Byzantine art comprises the body of artistic products of the Eastern Roman Empire, as well as the nations and states that inherited culturally from the empire. Though the empire itself emerged from the decline of western Rome and lasted until the Fall of Constantinople in 1453, the start date of the Byzantine period is rather clearer in art history than in political history, if still imprecise. Many Eastern Orthodox states in Eastern Europe, as well as to some degree the Islamic states of the eastern Mediterranean, preserved many aspects of the empire’s culture and art for centuries afterward.

A number of contemporary states with the Eastern Roman (Byzantine) Empire were culturally influenced by it without actually being part of it (the “Byzantine commonwealth”).
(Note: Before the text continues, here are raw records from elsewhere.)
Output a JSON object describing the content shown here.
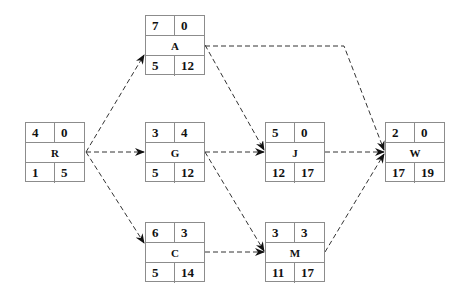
{
  "diagram": {
    "type": "activity-on-node network",
    "edge_style": "dashed arrow",
    "nodes": {
      "R": {
        "label": "R",
        "top_left": "4",
        "top_right": "0",
        "bottom_left": "1",
        "bottom_right": "5"
      },
      "A": {
        "label": "A",
        "top_left": "7",
        "top_right": "0",
        "bottom_left": "5",
        "bottom_right": "12"
      },
      "G": {
        "label": "G",
        "top_left": "3",
        "top_right": "4",
        "bottom_left": "5",
        "bottom_right": "12"
      },
      "C": {
        "label": "C",
        "top_left": "6",
        "top_right": "3",
        "bottom_left": "5",
        "bottom_right": "14"
      },
      "J": {
        "label": "J",
        "top_left": "5",
        "top_right": "0",
        "bottom_left": "12",
        "bottom_right": "17"
      },
      "M": {
        "label": "M",
        "top_left": "3",
        "top_right": "3",
        "bottom_left": "11",
        "bottom_right": "17"
      },
      "W": {
        "label": "W",
        "top_left": "2",
        "top_right": "0",
        "bottom_left": "17",
        "bottom_right": "19"
      }
    },
    "edges": [
      {
        "from": "R",
        "to": "A"
      },
      {
        "from": "R",
        "to": "G"
      },
      {
        "from": "R",
        "to": "C"
      },
      {
        "from": "A",
        "to": "J"
      },
      {
        "from": "A",
        "to": "W"
      },
      {
        "from": "G",
        "to": "J"
      },
      {
        "from": "G",
        "to": "M"
      },
      {
        "from": "C",
        "to": "M"
      },
      {
        "from": "J",
        "to": "W"
      },
      {
        "from": "M",
        "to": "W"
      }
    ],
    "colors": {
      "line": "#333333",
      "border": "#8c8c8c",
      "text": "#111111"
    }
  }
}
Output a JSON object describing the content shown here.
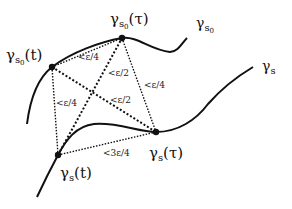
{
  "diagram": {
    "curves": [
      {
        "id": "upper",
        "label_main": "γ",
        "label_sub": "s",
        "label_subsub": "0"
      },
      {
        "id": "lower",
        "label_main": "γ",
        "label_sub": "s",
        "label_subsub": ""
      }
    ],
    "points": [
      {
        "id": "gs0t",
        "main": "γ",
        "sub": "s",
        "subsub": "0",
        "arg": "(t)"
      },
      {
        "id": "gs0tau",
        "main": "γ",
        "sub": "s",
        "subsub": "0",
        "arg": "(τ)"
      },
      {
        "id": "gst",
        "main": "γ",
        "sub": "s",
        "subsub": "",
        "arg": "(t)"
      },
      {
        "id": "gstau",
        "main": "γ",
        "sub": "s",
        "subsub": "",
        "arg": "(τ)"
      }
    ],
    "edge_labels": {
      "top": "<ε/4",
      "diag_up": "<ε/2",
      "right": "<ε/4",
      "left": "<ε/4",
      "diag_down": "<ε/2",
      "bottom": "<3ε/4"
    }
  }
}
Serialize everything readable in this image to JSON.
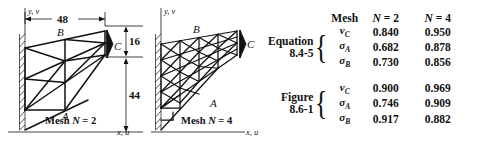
{
  "figures": [
    {
      "id": "mesh-n2",
      "caption_prefix": "Mesh ",
      "caption_var": "N",
      "caption_eq": " = ",
      "caption_value": "2",
      "axis_y_label": "y, v",
      "axis_x_label": "x, u",
      "dimensions": {
        "span": "48",
        "depth_tip": "16",
        "depth_root_offset": "44"
      },
      "node_labels": {
        "a": "A",
        "b": "B",
        "c": "C"
      }
    },
    {
      "id": "mesh-n4",
      "caption_prefix": "Mesh ",
      "caption_var": "N",
      "caption_eq": " = ",
      "caption_value": "4",
      "axis_y_label": "y, v",
      "axis_x_label": "x, u",
      "node_labels": {
        "a": "A",
        "b": "B",
        "c": "C"
      }
    }
  ],
  "table": {
    "header": {
      "mesh": "Mesh",
      "col1_var": "N",
      "col1_eq": " = ",
      "col1_value": "2",
      "col2_var": "N",
      "col2_eq": " = ",
      "col2_value": "4"
    },
    "groups": [
      {
        "label_line1": "Equation",
        "label_line2": "8.4-5",
        "brace": "{",
        "rows": [
          {
            "symbol": "v",
            "subscript": "C",
            "n2": "0.840",
            "n4": "0.950"
          },
          {
            "symbol": "σ",
            "subscript": "A",
            "n2": "0.682",
            "n4": "0.878"
          },
          {
            "symbol": "σ",
            "subscript": "B",
            "n2": "0.730",
            "n4": "0.856"
          }
        ]
      },
      {
        "label_line1": "Figure",
        "label_line2": "8.6-1",
        "brace": "{",
        "rows": [
          {
            "symbol": "v",
            "subscript": "C",
            "n2": "0.900",
            "n4": "0.969"
          },
          {
            "symbol": "σ",
            "subscript": "A",
            "n2": "0.746",
            "n4": "0.909"
          },
          {
            "symbol": "σ",
            "subscript": "B",
            "n2": "0.917",
            "n4": "0.882"
          }
        ]
      }
    ]
  },
  "colors": {
    "ink": "#1a1a1a",
    "line": "#111111",
    "background": "#ffffff"
  }
}
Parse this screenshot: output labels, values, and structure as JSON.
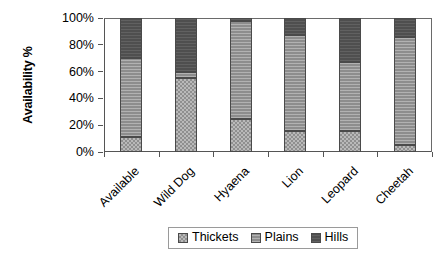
{
  "chart_data": {
    "type": "bar",
    "subtype": "stacked-100-percent",
    "title": "",
    "xlabel": "",
    "ylabel": "Availability %",
    "ylim": [
      0,
      100
    ],
    "yticks": [
      "0%",
      "20%",
      "40%",
      "60%",
      "80%",
      "100%"
    ],
    "ytick_values": [
      0,
      20,
      40,
      60,
      80,
      100
    ],
    "grid": false,
    "legend_position": "bottom",
    "categories": [
      "Available",
      "Wild Dog",
      "Hyaena",
      "Lion",
      "Leopard",
      "Cheetah"
    ],
    "series": [
      {
        "name": "Thickets",
        "color": "#b9b9b9",
        "pattern": "checker",
        "values": [
          11,
          55,
          25,
          16,
          16,
          5
        ]
      },
      {
        "name": "Plains",
        "color": "#8d8d8d",
        "pattern": "fine-horizontal-lines",
        "values": [
          59,
          5,
          73,
          71,
          51,
          81
        ]
      },
      {
        "name": "Hills",
        "color": "#4f4f4f",
        "pattern": "solid-dark",
        "values": [
          30,
          40,
          2,
          13,
          33,
          14
        ]
      }
    ],
    "cumulative_tops": {
      "Available": {
        "thickets": 11,
        "plains": 70,
        "hills": 100
      },
      "Wild Dog": {
        "thickets": 55,
        "plains": 60,
        "hills": 100
      },
      "Hyaena": {
        "thickets": 25,
        "plains": 98,
        "hills": 100
      },
      "Lion": {
        "thickets": 16,
        "plains": 87,
        "hills": 100
      },
      "Leopard": {
        "thickets": 16,
        "plains": 67,
        "hills": 100
      },
      "Cheetah": {
        "thickets": 5,
        "plains": 86,
        "hills": 100
      }
    }
  },
  "legend": {
    "items": [
      {
        "label": "Thickets"
      },
      {
        "label": "Plains"
      },
      {
        "label": "Hills"
      }
    ]
  }
}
These included Kievan Rus’, as well as some non-Orthodox states like the Republic of Venice, which separated from the Byzantine Empire in the 10th century, and the Kingdom of Sicily, which had close ties to the Byzantine Empire and had also been a Byzantine territory until the 10th century with a large Greek-speaking population persisting into the 12th century. Other states having a Byzantine artistic tradition, had oscillated throughout the Middle Ages between being part of the Byzantine Empire and having periods of independence, such as Serbia and Bulgaria. After the fall of the Byzantine capital of Constantinople in 1453, art produced by Eastern Orthodox Christians living in the Ottoman Empire was often called “post-Byzantine.” Certain artistic traditions that originated in the Byzantine Empire, particularly in regard to icon painting and church architecture, are maintained in Greece, Cyprus, Serbia, Bulgaria, Romania, Russia and other Eastern Orthodox countries to the present day.